Four Kings of Hollywood by Slim Aarons

In the above picture (left to right) Clark Gable, Van Heflin, Gary Cooper and James Stewart enjoy a joke at 1957 New Year’s party held at the Crown Room in Romanoff’s in Beverly Hills. The conspiratorial laugher invited many into the rarified lives of Hollywood’s elite, in the picture Smithsonian magazine termed “a Mount Rushmore of stardom” and the novelist Louis Auchincloss “the very image of American he-men.”

And they were at the dizzying heights of their careers too; Cooper and Heflin had achieved huge successes with Vera Cruz (1954) and Shane (1953).
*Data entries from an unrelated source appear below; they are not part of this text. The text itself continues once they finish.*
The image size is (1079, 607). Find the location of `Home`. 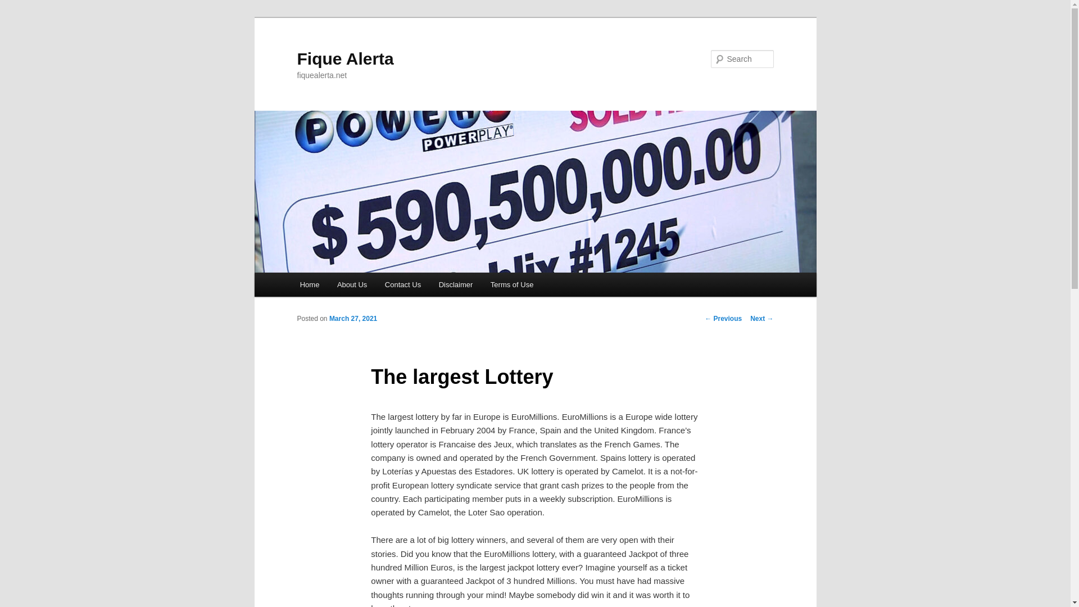

Home is located at coordinates (309, 284).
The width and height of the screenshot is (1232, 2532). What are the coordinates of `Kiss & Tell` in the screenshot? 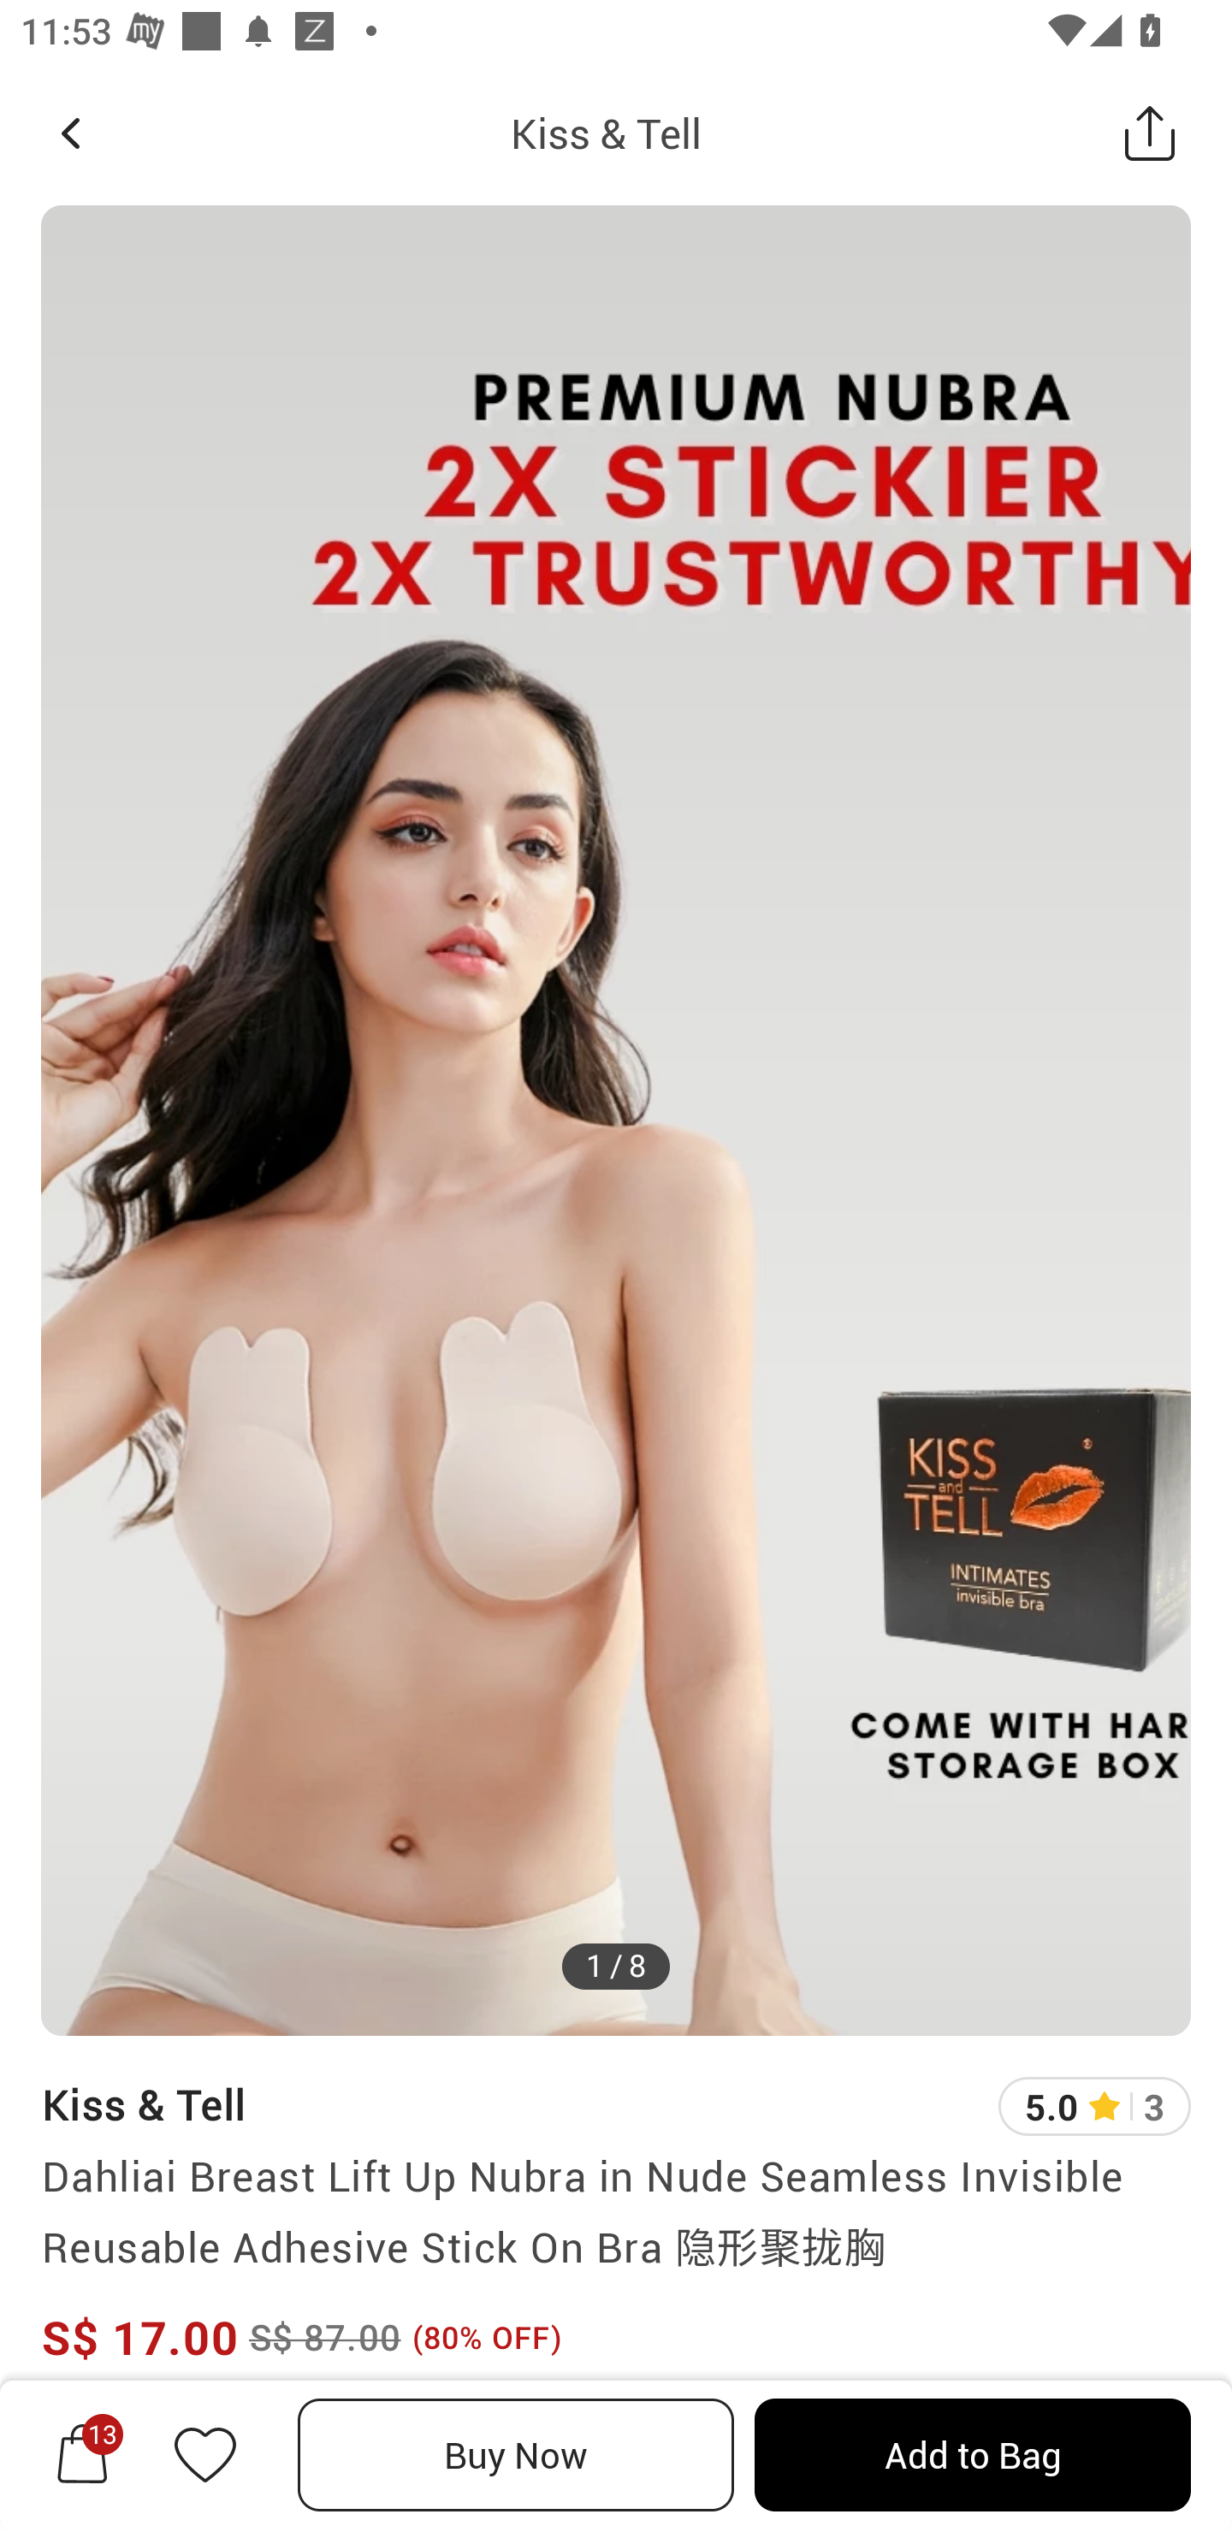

Jimmy Stewart was right in the middle of his stellar corroboration with Alfred Hitchcock and would soon star in Vertigo (1958). As for Gable, although his heydays were over, he had proved himself to be a bankable star throughout the decade.

Why are the men in the picture all laughing?  The photographer Slim Aarons sometimes said he did not know why.  Sometimes he admitted  that they were really laughing at him after Clark Gable teasingly described Mr. Aarons’s deficient acting skills in a small movie part.

Mr. Aarons, the premier chronicler of Hollywood’s glitterati then, enjoyed strong rapport with stars. When Jimmy Stewart was approached by strangers, he would joke, “No, I am Slim Aarons.” While Stewart’s part in 1954’s Rear Window was modeled after Robert Capa, Hitchcock based the apartment on Aarons’s dwelling.